The problem

You work with multiple Kubernetes clusters — maybe dev, staging, and production. Or you juggle several namespaces in the same cluster. Every context switch looks like this:

kubectl config use-context my-company-production-cluster-eu-west-1
kubectl config set-context --current --namespace=monitoring

Typing that dozens of times a day is slow, error-prone, and frankly annoying. One typo and you are running a command against the wrong cluster.

Enter kubectx and kubens

kubectx and kubens are two small, focused tools by Ahmet Alp Balkan that solve exactly this:

  • kubectx — switch between Kubernetes contexts (clusters) instantly
  • kubens — switch between namespaces instantly

Both support interactive fuzzy search via fzf — type a few letters, pick from a list, done.

They do not replace kubectl itself. They only change what your kubeconfig points at — the same change you would make with kubectl config, just faster.

Installation

Via Krew:

kubectl krew install ctx
kubectl krew install ns

After Krew, the commands are available as kubectl ctx and kubectl ns depending on your setup; many people still call the standalone binaries kubectx and kubens when installed via package managers.

Via Homebrew (macOS/Linux):

brew install kubectx

This installs both kubectx and kubens.

Manual install:

git clone https://github.com/ahmetb/kubectx.git ~/.kubectx
export PATH="$PATH:$HOME/.kubectx"

Optional but recommended — fzf for interactive selection:

brew install fzf
# or on Debian/Ubuntu
sudo apt install fzf

Basic usage

kubectx

# List all contexts
kubectx

# Switch to a context
kubectx my-production-cluster

# Switch back to previous context
kubectx -

# Rename a context (shorter name for daily use)
kubectx prod=my-company-production-cluster-eu-west-1

# Delete a context
kubectx -d old-cluster

Renaming is underrated. Long GKE or EKS context names are accurate and miserable to type. A short alias you understand beats copying from a wiki every morning.

kubens

# List all namespaces
kubens

# Switch to a namespace
kubens monitoring

# Switch back to previous namespace
kubens -

kubens updates the current context’s default namespace in kubeconfig — the same as kubectl config set-context --current --namespace=.... Your next kubectl get pods without -n uses that namespace.

With fzf installed, run kubectx or kubens with no arguments and get an interactive picker: arrow keys, fuzzy search, Enter to confirm.

The real power: aliases

Many engineers shorten these in their shell config:

alias kx='kubectx'
alias kn='kubens'

Now switching clusters can be two keystrokes plus a short name. Pair that with a prompt that shows current context and namespace (Starship, kube-ps1, or similar) and wrong-env mistakes get easier to spot.

Why this matters beyond convenience

Working on the wrong cluster is a category of mistake that has caused real production incidents. When context switching is slow and painful, people avoid it — and end up running commands in the environment that was already open.

kubectx and kubens make the right behaviour the easy behaviour. That is safety culture applied to tooling, not just ergonomics.

They complement other kubectl helpers. Once you are on the right cluster and namespace, kubectl tree helps with ownership inside that scope; kubectl essentials covers the verbs you run after the switch.

Quick reference

Installkubectl krew install ctx ns or brew install kubectx
kubectxSwitch between clusters / contexts
kubensSwitch default namespace on current context
Bonusfzf for interactive fuzzy selection
Aliaseskx for kubectx, kn for kubens (common convention)

Two tools. Installed in a few minutes. You will wonder how you worked without them — or you will at least stop pasting full context names from the cloud console.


## EXERCISE REQUIREMENTS
Your result should be every line of the records below that contains the word "nsupply".

INPUT MATERIAL Start Marker

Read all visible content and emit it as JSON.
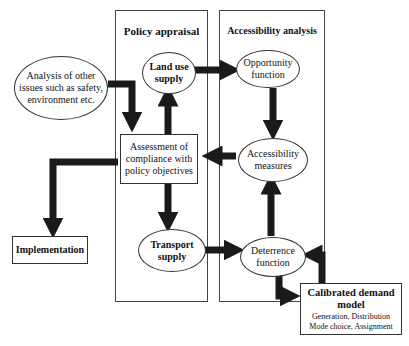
{
  "panels": {
    "policy": {
      "title": "Policy appraisal"
    },
    "access": {
      "title": "Accessibility analysis"
    }
  },
  "nodes": {
    "other_issues": "Analysis of other\nissues such as safety,\nenvironment etc.",
    "land_use": "Land use\nsupply",
    "assessment": "Assessment of\ncompliance with\npolicy objectives",
    "transport": "Transport\nsupply",
    "implementation": "Implementation",
    "opportunity": "Opportunity\nfunction",
    "accessibility": "Accessibility\nmeasures",
    "deterrence": "Deterrence\nfunction",
    "demand_title": "Calibrated demand\nmodel",
    "demand_sub": "Generation, Distribution\nMode choice, Assignment"
  },
  "colors": {
    "arrow": "#1a1a1a",
    "border": "#333333"
  }
}
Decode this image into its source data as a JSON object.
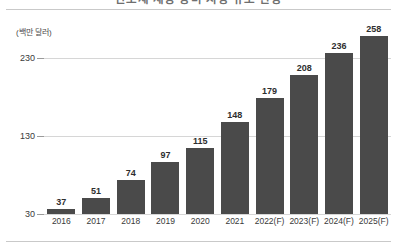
{
  "figure": {
    "title": "반도체 세정 장비 시장 규모 전망",
    "unit_label": "(백만 달러)"
  },
  "chart_data": {
    "type": "bar",
    "title": "반도체 세정 장비 시장 규모 전망",
    "xlabel": "",
    "ylabel": "(백만 달러)",
    "ylim": [
      30,
      258
    ],
    "yticks": [
      30,
      130,
      230
    ],
    "ytick_labels": [
      "30",
      "130",
      "230"
    ],
    "grid": true,
    "legend": "none",
    "bar_color": "#4a4a4a",
    "categories": [
      "2016",
      "2017",
      "2018",
      "2019",
      "2020",
      "2021",
      "2022(F)",
      "2023(F)",
      "2024(F)",
      "2025(F)"
    ],
    "values": [
      37,
      51,
      74,
      97,
      115,
      148,
      179,
      208,
      236,
      258
    ],
    "value_labels": [
      "37",
      "51",
      "74",
      "97",
      "115",
      "148",
      "179",
      "208",
      "236",
      "258"
    ]
  }
}
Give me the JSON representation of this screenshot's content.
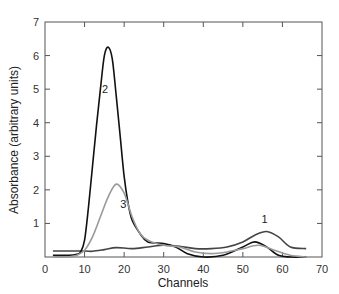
{
  "chart_data": {
    "type": "line",
    "title": "",
    "xlabel": "Channels",
    "ylabel": "Absorbance (arbitrary units)",
    "xlim": [
      0,
      70
    ],
    "ylim": [
      0,
      7
    ],
    "xticks": [
      0,
      10,
      20,
      30,
      40,
      50,
      60,
      70
    ],
    "yticks": [
      1,
      2,
      3,
      4,
      5,
      6,
      7
    ],
    "grid": false,
    "legend": "none (curves labelled inline)",
    "series": [
      {
        "name": "1",
        "color": "#444444",
        "label_at": [
          55.5,
          1.0
        ],
        "x": [
          2,
          5,
          10,
          12,
          15,
          18,
          22,
          26,
          30,
          34,
          38,
          42,
          46,
          50,
          53,
          56,
          59,
          62,
          66
        ],
        "y": [
          0.18,
          0.18,
          0.18,
          0.17,
          0.22,
          0.28,
          0.25,
          0.3,
          0.35,
          0.32,
          0.25,
          0.25,
          0.3,
          0.45,
          0.65,
          0.76,
          0.6,
          0.3,
          0.25
        ]
      },
      {
        "name": "2",
        "color": "#111111",
        "label_at": [
          15.2,
          4.9
        ],
        "x": [
          2,
          6,
          8,
          9,
          10,
          11,
          12,
          13,
          14,
          15,
          16,
          17,
          18,
          19,
          20,
          21,
          22,
          24,
          26,
          30,
          33,
          36,
          40,
          45,
          50,
          53,
          56,
          59,
          62,
          66
        ],
        "y": [
          0.05,
          0.05,
          0.08,
          0.15,
          0.5,
          1.5,
          2.7,
          3.9,
          5.0,
          6.0,
          6.25,
          5.9,
          4.8,
          3.6,
          2.4,
          1.6,
          1.1,
          0.7,
          0.45,
          0.4,
          0.3,
          0.1,
          0.0,
          0.05,
          0.3,
          0.45,
          0.3,
          0.05,
          0.0,
          0.0
        ]
      },
      {
        "name": "3",
        "color": "#9a9a9a",
        "label_at": [
          19.8,
          1.45
        ],
        "x": [
          2,
          6,
          8,
          10,
          12,
          14,
          16,
          18,
          20,
          22,
          24,
          26,
          30,
          34,
          38,
          42,
          46,
          50,
          54,
          58,
          62,
          66
        ],
        "y": [
          0.0,
          0.0,
          0.05,
          0.2,
          0.6,
          1.2,
          1.8,
          2.17,
          1.9,
          1.2,
          0.7,
          0.5,
          0.35,
          0.3,
          0.15,
          0.1,
          0.15,
          0.25,
          0.35,
          0.2,
          0.05,
          0.0
        ]
      }
    ]
  }
}
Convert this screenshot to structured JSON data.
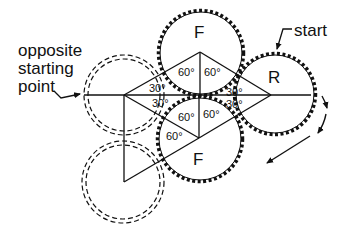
{
  "diagram": {
    "labels": {
      "opposite_line1": "opposite",
      "opposite_line2": "starting",
      "opposite_line3": "point",
      "start": "start"
    },
    "gears": [
      {
        "id": "front-top",
        "label": "F",
        "style": "toothed"
      },
      {
        "id": "front-bottom",
        "label": "F",
        "style": "toothed"
      },
      {
        "id": "rear",
        "label": "R",
        "style": "toothed"
      },
      {
        "id": "ghost-upper",
        "label": "",
        "style": "dashed"
      },
      {
        "id": "ghost-lower",
        "label": "",
        "style": "dashed"
      }
    ],
    "angles": {
      "top_left": "60°",
      "top_right": "60°",
      "bottom_left_upper": "60°",
      "bottom_right_upper": "60°",
      "bottom_left_lower": "60°",
      "left_upper": "30°",
      "left_lower": "30°",
      "right_upper": "30°",
      "right_lower": "30°"
    },
    "colors": {
      "ink": "#111111",
      "background": "#ffffff"
    }
  }
}
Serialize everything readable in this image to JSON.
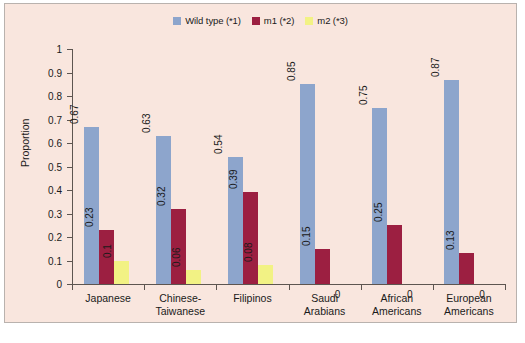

INPUT MATERIAL End Marker

## FINAL ANSWER
    "land_use": "Land use\nsupply",
    "transport": "Transport\nsupply",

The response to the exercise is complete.